Turquoise Fox, his deputy, stood at the head of a knot of warriors and scowled down at the bloodstain on the beaten clay. He was a wide-shouldered man, scarred on the left cheek from a slicing war club. His neck had the thick look of an ancient juniper trunk. Now he turned dark eyes to Leather Hand.

“Turquoise Fox?”

“Yes, War Chief?”

He raised his voice so that it carried across the plaza. “Find the man known as Tracker. Prepare your warriors. It seems the Dust People must learn their place in the world.
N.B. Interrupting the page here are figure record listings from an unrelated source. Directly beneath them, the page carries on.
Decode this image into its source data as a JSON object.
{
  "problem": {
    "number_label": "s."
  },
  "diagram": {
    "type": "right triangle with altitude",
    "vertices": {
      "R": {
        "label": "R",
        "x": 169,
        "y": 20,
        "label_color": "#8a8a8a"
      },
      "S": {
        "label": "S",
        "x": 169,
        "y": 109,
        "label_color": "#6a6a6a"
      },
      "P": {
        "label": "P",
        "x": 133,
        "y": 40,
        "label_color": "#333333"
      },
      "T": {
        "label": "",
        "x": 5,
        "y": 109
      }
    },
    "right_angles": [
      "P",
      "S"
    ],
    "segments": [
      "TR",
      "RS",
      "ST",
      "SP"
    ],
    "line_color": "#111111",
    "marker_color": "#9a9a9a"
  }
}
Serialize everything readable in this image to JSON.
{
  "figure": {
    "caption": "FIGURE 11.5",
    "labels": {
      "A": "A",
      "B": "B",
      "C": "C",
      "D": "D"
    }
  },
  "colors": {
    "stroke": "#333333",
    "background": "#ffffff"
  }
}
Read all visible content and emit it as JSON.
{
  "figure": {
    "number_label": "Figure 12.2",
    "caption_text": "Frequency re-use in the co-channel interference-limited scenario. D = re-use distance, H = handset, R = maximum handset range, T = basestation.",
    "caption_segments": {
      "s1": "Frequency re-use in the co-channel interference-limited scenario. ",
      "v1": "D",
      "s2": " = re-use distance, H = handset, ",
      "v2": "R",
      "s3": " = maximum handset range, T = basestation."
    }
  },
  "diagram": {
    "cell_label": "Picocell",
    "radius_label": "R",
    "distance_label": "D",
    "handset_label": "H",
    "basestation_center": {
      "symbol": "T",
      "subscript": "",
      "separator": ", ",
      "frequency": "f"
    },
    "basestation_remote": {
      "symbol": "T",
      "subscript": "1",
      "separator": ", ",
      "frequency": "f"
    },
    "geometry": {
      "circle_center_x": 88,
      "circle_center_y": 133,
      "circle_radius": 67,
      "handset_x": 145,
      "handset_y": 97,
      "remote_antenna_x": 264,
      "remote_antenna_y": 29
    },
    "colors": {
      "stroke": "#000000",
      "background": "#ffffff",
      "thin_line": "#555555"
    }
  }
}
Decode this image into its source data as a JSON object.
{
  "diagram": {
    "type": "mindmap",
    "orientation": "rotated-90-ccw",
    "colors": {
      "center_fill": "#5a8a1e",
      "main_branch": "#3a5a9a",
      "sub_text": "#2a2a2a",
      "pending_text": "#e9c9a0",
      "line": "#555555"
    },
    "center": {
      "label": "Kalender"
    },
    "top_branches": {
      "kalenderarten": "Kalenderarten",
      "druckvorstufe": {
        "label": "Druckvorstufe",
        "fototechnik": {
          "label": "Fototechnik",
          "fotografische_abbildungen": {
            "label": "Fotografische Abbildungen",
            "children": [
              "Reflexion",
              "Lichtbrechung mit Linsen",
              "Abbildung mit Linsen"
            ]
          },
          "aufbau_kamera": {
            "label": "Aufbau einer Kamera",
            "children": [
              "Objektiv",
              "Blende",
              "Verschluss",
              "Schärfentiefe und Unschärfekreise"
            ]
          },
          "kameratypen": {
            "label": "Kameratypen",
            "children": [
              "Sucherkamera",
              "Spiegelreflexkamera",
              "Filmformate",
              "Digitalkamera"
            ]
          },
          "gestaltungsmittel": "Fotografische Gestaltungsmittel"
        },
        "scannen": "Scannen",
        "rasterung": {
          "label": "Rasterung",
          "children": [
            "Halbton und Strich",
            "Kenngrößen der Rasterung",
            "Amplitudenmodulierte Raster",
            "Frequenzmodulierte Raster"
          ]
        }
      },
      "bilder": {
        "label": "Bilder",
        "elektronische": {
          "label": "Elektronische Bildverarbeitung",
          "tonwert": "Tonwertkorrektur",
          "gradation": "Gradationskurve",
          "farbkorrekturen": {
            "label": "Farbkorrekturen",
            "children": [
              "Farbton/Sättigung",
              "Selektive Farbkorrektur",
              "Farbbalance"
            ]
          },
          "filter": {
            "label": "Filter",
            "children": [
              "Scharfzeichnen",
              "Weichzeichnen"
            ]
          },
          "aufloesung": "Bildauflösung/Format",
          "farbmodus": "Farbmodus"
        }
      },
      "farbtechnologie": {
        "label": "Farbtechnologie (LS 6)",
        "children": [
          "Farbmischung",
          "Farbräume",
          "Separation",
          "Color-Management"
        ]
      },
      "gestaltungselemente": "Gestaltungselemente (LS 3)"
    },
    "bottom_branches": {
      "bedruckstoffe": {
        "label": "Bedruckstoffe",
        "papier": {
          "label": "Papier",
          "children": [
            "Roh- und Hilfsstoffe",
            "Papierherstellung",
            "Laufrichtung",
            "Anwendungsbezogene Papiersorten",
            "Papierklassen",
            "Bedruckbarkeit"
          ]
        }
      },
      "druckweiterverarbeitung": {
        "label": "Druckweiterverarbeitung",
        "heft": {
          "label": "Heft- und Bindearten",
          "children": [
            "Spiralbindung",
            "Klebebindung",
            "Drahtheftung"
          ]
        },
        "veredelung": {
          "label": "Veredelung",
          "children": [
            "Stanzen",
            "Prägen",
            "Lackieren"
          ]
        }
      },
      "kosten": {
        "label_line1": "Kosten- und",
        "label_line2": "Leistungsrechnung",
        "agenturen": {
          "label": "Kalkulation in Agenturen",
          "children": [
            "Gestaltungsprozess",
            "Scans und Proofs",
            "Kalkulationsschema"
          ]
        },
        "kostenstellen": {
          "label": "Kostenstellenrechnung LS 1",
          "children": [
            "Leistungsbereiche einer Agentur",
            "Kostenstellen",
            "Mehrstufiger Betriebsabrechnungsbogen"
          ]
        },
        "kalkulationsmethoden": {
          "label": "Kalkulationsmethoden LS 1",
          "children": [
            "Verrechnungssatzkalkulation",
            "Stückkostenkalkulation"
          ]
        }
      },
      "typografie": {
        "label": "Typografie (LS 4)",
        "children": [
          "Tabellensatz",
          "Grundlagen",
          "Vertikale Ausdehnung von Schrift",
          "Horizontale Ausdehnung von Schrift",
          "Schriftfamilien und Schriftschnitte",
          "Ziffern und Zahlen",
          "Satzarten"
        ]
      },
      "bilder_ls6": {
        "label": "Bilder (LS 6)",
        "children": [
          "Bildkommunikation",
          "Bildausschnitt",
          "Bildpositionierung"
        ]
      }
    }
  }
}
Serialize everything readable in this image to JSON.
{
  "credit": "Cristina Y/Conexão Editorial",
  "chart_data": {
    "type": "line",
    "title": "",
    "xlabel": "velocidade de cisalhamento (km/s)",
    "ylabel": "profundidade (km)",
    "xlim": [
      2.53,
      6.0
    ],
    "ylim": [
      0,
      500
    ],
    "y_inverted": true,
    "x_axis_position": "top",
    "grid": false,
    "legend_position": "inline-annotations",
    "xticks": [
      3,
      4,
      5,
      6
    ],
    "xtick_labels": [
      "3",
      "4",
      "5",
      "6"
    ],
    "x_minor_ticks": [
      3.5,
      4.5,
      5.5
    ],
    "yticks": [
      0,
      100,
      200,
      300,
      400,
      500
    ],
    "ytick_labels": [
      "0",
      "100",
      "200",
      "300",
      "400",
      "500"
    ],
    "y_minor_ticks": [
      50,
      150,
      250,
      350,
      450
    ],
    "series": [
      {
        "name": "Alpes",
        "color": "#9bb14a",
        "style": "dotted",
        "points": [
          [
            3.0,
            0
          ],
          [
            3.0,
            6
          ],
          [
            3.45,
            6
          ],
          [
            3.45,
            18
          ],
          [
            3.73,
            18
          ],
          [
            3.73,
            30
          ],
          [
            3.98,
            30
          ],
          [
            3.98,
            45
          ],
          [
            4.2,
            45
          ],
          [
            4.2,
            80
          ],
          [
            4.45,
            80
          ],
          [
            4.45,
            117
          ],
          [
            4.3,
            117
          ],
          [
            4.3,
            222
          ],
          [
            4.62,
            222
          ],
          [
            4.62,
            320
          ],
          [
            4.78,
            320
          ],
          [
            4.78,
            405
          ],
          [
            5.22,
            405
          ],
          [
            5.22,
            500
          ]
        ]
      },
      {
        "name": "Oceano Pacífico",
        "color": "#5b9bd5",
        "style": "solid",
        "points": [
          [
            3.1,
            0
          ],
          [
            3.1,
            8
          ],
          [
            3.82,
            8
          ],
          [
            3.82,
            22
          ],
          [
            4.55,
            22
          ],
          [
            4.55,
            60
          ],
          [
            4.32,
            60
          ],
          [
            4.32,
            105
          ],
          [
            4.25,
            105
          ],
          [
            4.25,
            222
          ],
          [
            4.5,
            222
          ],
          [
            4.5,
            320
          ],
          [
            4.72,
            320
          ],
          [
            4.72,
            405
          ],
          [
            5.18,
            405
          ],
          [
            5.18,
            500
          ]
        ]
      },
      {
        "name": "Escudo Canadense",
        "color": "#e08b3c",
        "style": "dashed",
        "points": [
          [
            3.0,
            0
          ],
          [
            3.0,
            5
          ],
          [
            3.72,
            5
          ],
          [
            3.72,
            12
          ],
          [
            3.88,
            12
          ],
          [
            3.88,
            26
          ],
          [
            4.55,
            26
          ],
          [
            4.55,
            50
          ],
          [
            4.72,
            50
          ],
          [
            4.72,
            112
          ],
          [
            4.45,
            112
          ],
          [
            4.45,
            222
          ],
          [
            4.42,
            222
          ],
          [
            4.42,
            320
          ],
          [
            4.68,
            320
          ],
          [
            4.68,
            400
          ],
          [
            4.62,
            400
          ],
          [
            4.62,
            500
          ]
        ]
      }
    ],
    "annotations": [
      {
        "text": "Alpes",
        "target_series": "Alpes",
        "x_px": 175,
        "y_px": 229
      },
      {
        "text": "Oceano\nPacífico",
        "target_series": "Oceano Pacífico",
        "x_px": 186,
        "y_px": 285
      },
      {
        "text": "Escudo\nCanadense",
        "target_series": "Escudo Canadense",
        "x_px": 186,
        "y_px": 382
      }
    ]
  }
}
It has fallen upon us to teach them.” He smiled humorlessly, Husk Woman’s words ringing in his souls. “We must do it in such a way that no one will dare to repeat this atrocity.”

“Yes, War Chief.” Turquoise Fox straightened, a crooked smile on his thick lips.
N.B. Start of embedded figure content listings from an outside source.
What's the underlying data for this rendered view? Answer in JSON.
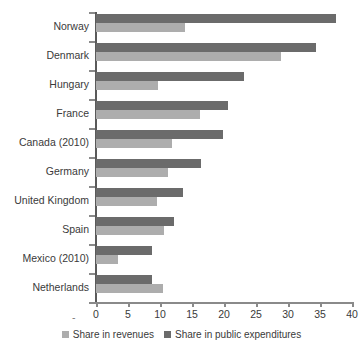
{
  "chart_data": {
    "type": "bar",
    "orientation": "horizontal",
    "title": "",
    "subtitle": "",
    "xlabel": "",
    "ylabel": "",
    "xlim": [
      0,
      40
    ],
    "xticks": [
      0,
      5,
      10,
      15,
      20,
      25,
      30,
      35,
      40
    ],
    "xtick_labels": [
      "0",
      "5",
      "10",
      "15",
      "20",
      "25",
      "30",
      "35",
      "40"
    ],
    "grid": false,
    "legend_position": "bottom",
    "axis_prefix_marker": "-",
    "categories": [
      "Norway",
      "Denmark",
      "Hungary",
      "France",
      "Canada (2010)",
      "Germany",
      "United Kingdom",
      "Spain",
      "Mexico (2010)",
      "Netherlands"
    ],
    "series": [
      {
        "name": "Share in public expenditures",
        "color": "#6b6b6b",
        "values": [
          37.5,
          34.4,
          23.1,
          20.6,
          19.9,
          16.4,
          13.6,
          12.2,
          8.8,
          8.8
        ]
      },
      {
        "name": "Share in revenues",
        "color": "#adadad",
        "values": [
          13.9,
          28.9,
          9.7,
          16.3,
          11.9,
          11.2,
          9.5,
          10.7,
          3.5,
          10.4
        ]
      }
    ],
    "legend": [
      {
        "label": "Share in revenues",
        "color": "#adadad"
      },
      {
        "label": "Share in public expenditures",
        "color": "#6b6b6b"
      }
    ]
  },
  "colors": {
    "expenditures": "#6b6b6b",
    "revenues": "#adadad",
    "axis": "#8a8a8a",
    "y_spine": "#5a5a5a",
    "text": "#3a3a3a",
    "background": "#ffffff"
  }
}
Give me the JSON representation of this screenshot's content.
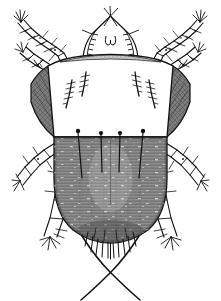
{
  "figure": {
    "view": "dorsal",
    "style": "engraved line drawing",
    "background_color": "#ffffff",
    "ink_color": "#111111",
    "body_fill_color": "#8d8d8d",
    "shoulder_fill_color": "#6f6f6f",
    "propodosoma_fill_color": "#ffffff",
    "canvas": {
      "width": 221,
      "height": 301
    },
    "caption": ""
  },
  "anatomy": {
    "gnathosoma": {
      "label": "gnathosoma",
      "outline_color": "#111111",
      "center_x": 110.5,
      "apex_y": 16,
      "base_y": 60,
      "half_width": 26,
      "hypostome_hooks": 2
    },
    "propodosoma": {
      "label": "propodosomal shield",
      "fill": "#ffffff",
      "top_y": 58,
      "bottom_y": 136,
      "left_x": 36,
      "right_x": 185,
      "setae_count": 4
    },
    "hysterosoma": {
      "label": "hysterosoma",
      "fill": "#8d8d8d",
      "top_y": 136,
      "bottom_y": 240,
      "left_x": 54,
      "right_x": 167,
      "marginal_setae_count": 4,
      "posterior_fringe_count": 11,
      "texture": "dense transverse hatching"
    },
    "shoulders": {
      "label": "humeral lobes",
      "fill": "#6f6f6f",
      "left_x": 30,
      "right_x": 191
    },
    "caudal_setae": {
      "label": "crossed caudal setae",
      "count": 2,
      "crossing_point_x": 110,
      "crossing_point_y": 272
    }
  },
  "legs": [
    {
      "id": "leg-I-left",
      "side": "left",
      "position": "anterior",
      "segments": 5,
      "label": "leg I left"
    },
    {
      "id": "leg-II-left",
      "side": "left",
      "position": "anterior",
      "segments": 5,
      "label": "leg II left"
    },
    {
      "id": "leg-III-left",
      "side": "left",
      "position": "posterior",
      "segments": 5,
      "label": "leg III left"
    },
    {
      "id": "leg-IV-left",
      "side": "left",
      "position": "posterior",
      "segments": 5,
      "label": "leg IV left"
    },
    {
      "id": "leg-I-right",
      "side": "right",
      "position": "anterior",
      "segments": 5,
      "label": "leg I right"
    },
    {
      "id": "leg-II-right",
      "side": "right",
      "position": "anterior",
      "segments": 5,
      "label": "leg II right"
    },
    {
      "id": "leg-III-right",
      "side": "right",
      "position": "posterior",
      "segments": 5,
      "label": "leg III right"
    },
    {
      "id": "leg-IV-right",
      "side": "right",
      "position": "posterior",
      "segments": 5,
      "label": "leg IV right"
    }
  ]
}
“They have incurred the wrath of the Blessed Sun!” Posturing? He’d give them posturing. Leather Hand raised a clenched fist high. “We shall show them how such perfidy is repaid.” He stared out at the small crowd that had gathered below the great house. “You, all of you! Carry word out from this place! Those who spit upon the Blessed Sun’s benevolence shall pay the ultimate price! You shall bear witness. As shall the Dust People!”
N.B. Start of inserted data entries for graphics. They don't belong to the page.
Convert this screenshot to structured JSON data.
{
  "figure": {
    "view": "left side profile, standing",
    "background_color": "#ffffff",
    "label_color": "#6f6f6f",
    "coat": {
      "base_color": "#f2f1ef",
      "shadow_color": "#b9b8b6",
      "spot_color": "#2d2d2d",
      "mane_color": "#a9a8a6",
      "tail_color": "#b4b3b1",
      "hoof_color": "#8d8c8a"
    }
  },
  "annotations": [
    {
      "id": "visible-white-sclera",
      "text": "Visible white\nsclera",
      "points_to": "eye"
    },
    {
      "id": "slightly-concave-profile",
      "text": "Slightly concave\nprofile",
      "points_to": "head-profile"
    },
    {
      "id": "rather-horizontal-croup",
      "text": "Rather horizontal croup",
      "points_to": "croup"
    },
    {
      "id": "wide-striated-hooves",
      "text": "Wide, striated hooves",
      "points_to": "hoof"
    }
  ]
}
As he spoke, he tried to read their eyes, tried to see if they would believe. But their dark stares remained impenetrable, their souls hidden. If he failed now, the entire northern frontier could disintegrate around him like an unfired clay pot in a winter rain.





Twelve



Water Bow, Sun Priest of Pinnacle Great House, knelt at the sipapu in the First People’s kiva. The air was cool, damp with the odors of earth and faintly spiced with the aroma of sacred herbs. Juniper ash in the fire pit gave off a whiff of perfume. Around him, newly painted images of the gods danced on the wet-plastered walls.

He felt better knowing that Spider Woman, the Flute Player, the Blue God, and First Bear were watching. He had never been comfortable with the thlatsinas, or Sternlight’s heresy.

Water Bow had seen more than forty summers pass, and his hair had turned as white as the loosely fitting Priest’s robe he wore. Once smooth and muscular, his now-thin body had gone to little more than bone and sinew. He had the wide forehead of the First People, the sharp cheekbones and pointed chin. Three spirals had been tattooed beneath his lower lip.

As he chanted the Awakening Song, he bent down, touching his forehead to the sipapu, and felt the hole’s cool rim kiss his delicate skin. He tried to ignore the discomfort caused by the awkward position. His knees, bony as they were, speared pain, and his joints ached.

“Where are you, great Ancestors? Can you hear me down there? Come to us. Come in our time of need. Your children call you.”

He lapsed back into the chant again, calling it down into the narrow hole just beyond his lips. Again he bent his forehead to the void, listening, extending his senses.

And felt nothing.

In the end, he straightened, relieving the pain in his lower back and hips. Settling on his buttocks, he looked up at the high cribbed roof. The overlapping timbers were sooty, shadowed behind the dim shaft of light coming through the smoke hole. But he could see the masks. They stared at him from where they rested on the pole shelves. Spider Woman inspected him through yellow-circled eyes. Bear’s shaggy face looked menacing, rows of white teeth filling his open mouth. Buffalo Above’s wide horns had grayed with dust.

Ritual pottery, delicate vessels slipped in white with black hatching and geometric designs, held the sacred colors of cornmeal: blue, yellow, white, and red. Other jars—each stoppered with a shaped stone lid—were full of pollen from each of the different kinds of corn plants. Rendered bear lard filled a large white-slipped jar of local manufacture, while smaller pots clustered around it and contained different colors: red hematite, blue clay, yellow dirt, purple larkspur pigment, and white earth. From the ceiling, net bags hung in the south, each holding a different Spirit Plant. On the west, a jumbled line of soot-encrusted skulls dangled from cords tied to the rafters. Missing their jaws, they seemed frozen in surprise, slightly comic, and disorganized. Three other specimens—miscreants from the past—consisted only of skull caps, cut so that they could be used for cups.